10-13-14-fiserv.pngBoard members have an important role to play in implementing the latest directives from the Basel Committee on Banking Supervision.

The first implementation deadlines are looming for the standards in the Third Basel Accord, commonly known as Basel III. It’s time for bank directors to make sure they’re up to speed.

Basel III comes into play at a time of worldwide economic uncertainty. Promulgated by the Basel Committee on Banking Supervision, the international forum for supervisory matters based in Basel, Switzerland, this comprehensive set of regulations seeks to instill greater stability and confidence in the banking system by dealing with deficiencies exposed by the financial crisis of the late 2000s.

The Basel III framework includes six key requirements for banks:

  • Hold more and better-quality liquidity
  • Maintain more and better-quality capital
  • Achieve enterprise risk management maturity
  • Ensure robust, comprehensive stress testing
  • Enhance capital adequacy assessments
  • Integrate comprehensive and actionable capital and strategic planning

A new risk-weighted capital framework to determine regulatory capital adequacy based on Basel III becomes effective for community banking organizations (non-complex, with assets between $500 million and $10 billion) on January 1, 2015.

Community Bank Readiness
Many managers and officers of community banks and small regional banks have told me they believe Basel III is really not an issue for them because they’re extremely well-capitalized. However, if these bankers haven’t run the Basel III calculator provided on each banking regulator’s website, their confidence may not be warranted. The risk ratings under Basel III are radically different from anything we’ve seen in the past. And you can’t determine true capital adequacy simply and solely on the basis of the new regulatory capital ratios. Those ratios are merely the ante into the game, the minimum requirement.

In today’s banking environment, the only true measure of capital adequacy is economic capital measured in a customized way for each financial institution, stress-tested to consider all risk elements across the full probability spectrum. A fresh assessment and approach are needed before you can say you’re well-capitalized in a Basel III world.

A Board Responsibility
Basel III should be a top-of-mind concern with every member of the board. Directors have a critical fiduciary role in ensuring Basel III compliance, and in capital and strategic planning in general. The board should be front and center in these areas:

  • Defining risk appetite. First and foremost, boards of directors must define the level of risk that is acceptable for their organizations. Within acceptance of that risk, they must determine what commensurate returns they expect the financial institution to earn.
  • Scenario planning. Through stress testing and scenario planning, boards of directors should look at all potential outcomes and their impact on capital, from low- to high-probability events. Directors should help frame some of these scenarios and stress tests, and thoroughly understand the results. The board must also have a firm grasp on how integrated strategic and capital plans are driving decision making—including risk assumption, resource allocation and the tactical actions of the organization.
  • Right-sizing capital. The board of directors must be instrumental in making sure that the bank’s capitalization properly aligns with the risks assumed by its banking business model. I am an advocate for the “Goldilocks School of Banking.” Like the porridge sampled by the little blonde-haired girl, capital needs to be “just right”—neither too much nor too little, and customized for the financial institution.

RAROC: The One True Metric
Risk-adjusted return on capital (RAROC) is the most all-encompassing performance indicator your organization can employ in assessing your capital position. It is the only metric that considers both full risk and potential return in a strategic business equation.

RAROC is suitable for assessing your total organization, individual business units, products, customers and customer segments. It enables you to determine your economic capital and capital adequacy, while helping optimize how you allocate capital and resources. Risk-adjusted analysis helps your organization intelligently price customer transactions, evaluate profitability, incentivize employees and right-size capital to your risk profile.

The benefits of RAROC are substantial and far-reaching. I encourage your board to insist on using this important tool.

Getting Started
Basel III awareness and compliance begin with the board asking two things of management:

  • Education. Whether it’s provided by the executive team or an outside consultant, the board should insist on a one- to two-hour overview of Basel III—not just focusing on what the regulations require, but also the implications for your banking business model and a strategy to respond.
  • Basel III status report. The board must ask if the executive team has run the pro forma calculations for Basel III capital compliance, and where the capital levels stand today in light of Basel III requirements.

This simple, two-step questioning process is absolutely essential. If it isn’t already underway at your financial institution, it should begin at your next board meeting.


| WHAT THE EXERCISE ASKS |
Go through the listing beneath this task and return every line that carries the string "Complete".

| DATA SHOWN |
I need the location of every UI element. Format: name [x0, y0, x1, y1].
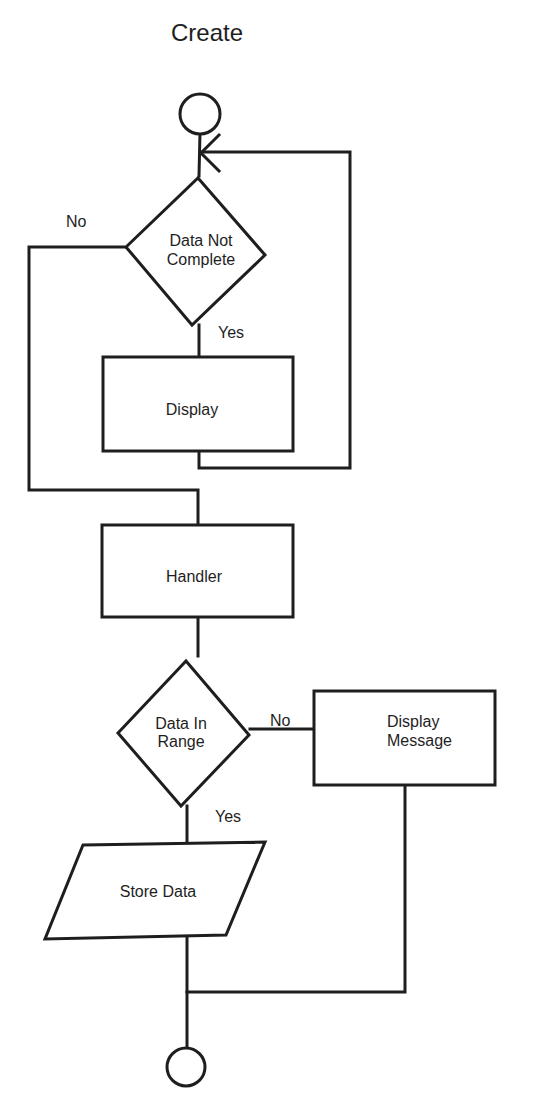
process-display-message: Display Message — [314, 691, 495, 785]
decision-label-line-1: Data Not — [169, 232, 233, 249]
process-handler: Handler — [102, 525, 293, 617]
connector-start-to-decision — [199, 133, 200, 176]
process-label: Display — [166, 401, 218, 418]
io-store-data: Store Data — [45, 842, 265, 939]
diagram-title: Create — [171, 19, 243, 46]
decision-label-line-1: Data In — [155, 715, 207, 732]
process-label-line-2: Message — [387, 732, 452, 749]
start-terminal — [180, 94, 220, 134]
process-display: Display — [103, 357, 293, 451]
process-label: Handler — [166, 568, 223, 585]
decision-label-line-2: Range — [157, 733, 204, 750]
edge-label-yes-1: Yes — [218, 324, 244, 341]
io-label: Store Data — [120, 883, 197, 900]
edge-label-no-1: No — [66, 213, 87, 230]
end-terminal — [167, 1048, 205, 1086]
flowchart-canvas: Create Data Not Complete No Yes Display — [0, 0, 548, 1110]
decision-data-not-complete: Data Not Complete — [126, 178, 265, 325]
edge-label-yes-2: Yes — [215, 808, 241, 825]
decision-data-in-range: Data In Range — [118, 661, 249, 806]
process-label-line-1: Display — [387, 713, 439, 730]
edge-label-no-2: No — [270, 712, 291, 729]
decision-label-line-2: Complete — [167, 251, 236, 268]
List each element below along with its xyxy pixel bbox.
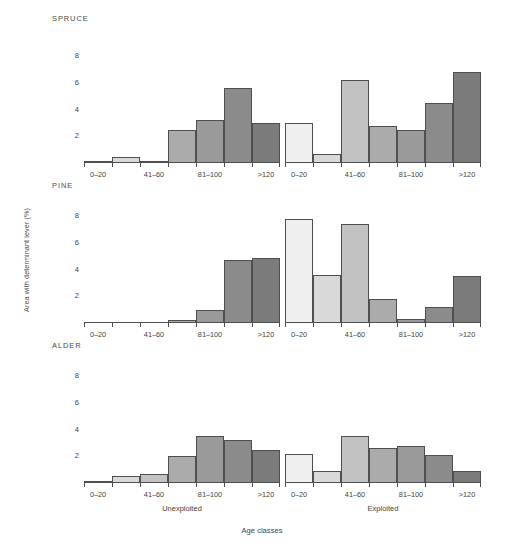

| SOLUTION TO THE EXERCISE |
flowchart-canvas: Create Data Not Complete No Yes Display — [0, 0, 548, 1110]
decision-data-not-complete: Data Not Complete — [126, 178, 265, 325]
decision-label-line-2: Complete — [167, 251, 236, 268]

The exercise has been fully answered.